The end of the world is so quiet.

“First we only want to be seen, but once we’re seen, that’s not enough anymore. After that, we want to be remembered.”

What happens after the world as we know it ends? Is human survival about food, shelter, and safety, or is something more needed?

Station Eleven explores the need for art and beauty in a decaying world, whether it's the one we live in now, or after a terrible disaster. The primary setting is fifteen years after a flu has wiped out most of humanity. With so few people left, there is no electricity, no engines, no civilization - it's essentially the Middle Ages, redux. Through this landscape roams the Traveling Symphony, a troupe of musicians and actors who perform Shakespeare for the tiny remaining settlements. Their wagon is painted with "Because survival is insufficient," a line from a Star Trek: Voyager episode and the philosophy of the group. One of the actors, a young woman named Kirsten, also has this tattooed on her arm. Her prized posession is a comic book called Station Eleven, given to her before the collapse of civilization by Arthur Leander, an aging Hollywood star with whom she once performed in King Lear when she was a child. Arthur Leander also happens to be patient zero for the flu epidemic.

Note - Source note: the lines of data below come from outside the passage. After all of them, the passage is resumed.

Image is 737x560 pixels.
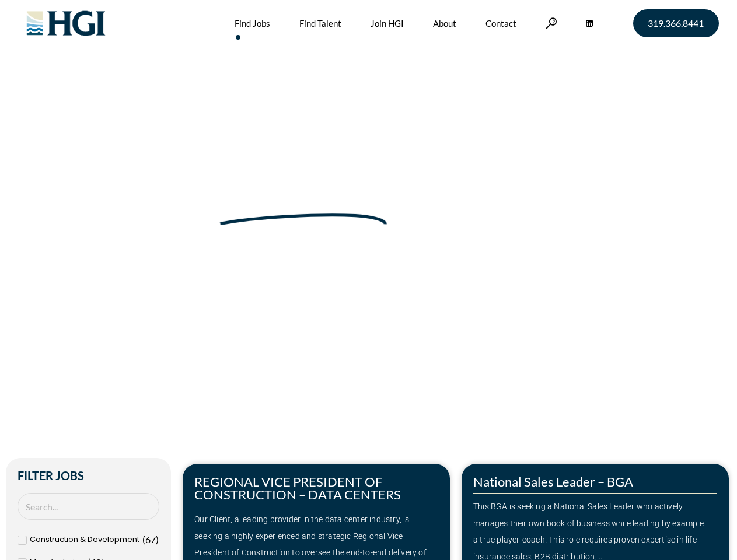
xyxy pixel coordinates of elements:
span: Jobs [70,235,90,247]
input: Search Job [18,493,159,520]
a: National Sales Leader – BGA [473,474,633,489]
span: ) [156,533,158,545]
span: 319.366.8441 [647,18,704,28]
span: » [42,235,90,247]
a: REGIONAL VICE PRESIDENT OF CONSTRUCTION – DATA CENTERS [194,474,401,502]
span: Next Move [218,181,389,219]
span: Make Your [42,179,210,221]
span: 67 [145,533,156,545]
h2: Filter Jobs [18,470,159,481]
a: Home [42,235,66,247]
a: 319.366.8441 [633,9,719,38]
a: Search [545,18,557,28]
span: ( [142,533,145,545]
span: Construction & Development [30,532,139,548]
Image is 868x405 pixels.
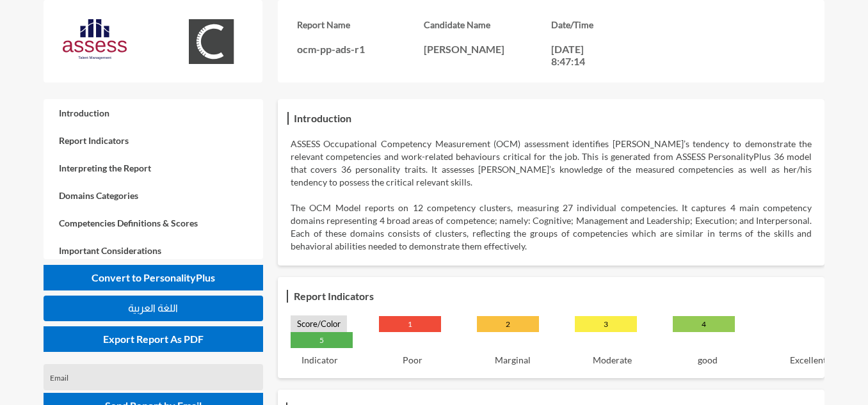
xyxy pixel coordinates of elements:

The book moves between past and present, presenting the viewpoints of various, initially unconnected people - Kirsten and Arthur, but also Arthur's first ex-wife, who wrote and drew Station Eleven, Jeevan, an EMT who saw Arthur's final performance - showing their lives before and after the flu. From their individual, seemingly incredibly personal choices, there are immense consequences for the entire world.

This is a post-apocalyptic novel with no zombies, no mutants, no real fantasy elements - just people trying to cope with what they've lost and what they're still able to hold on to, in spite of it all.

 

So what are the books that you think everyone should read? Tell me in the comments and I'll put them on my list!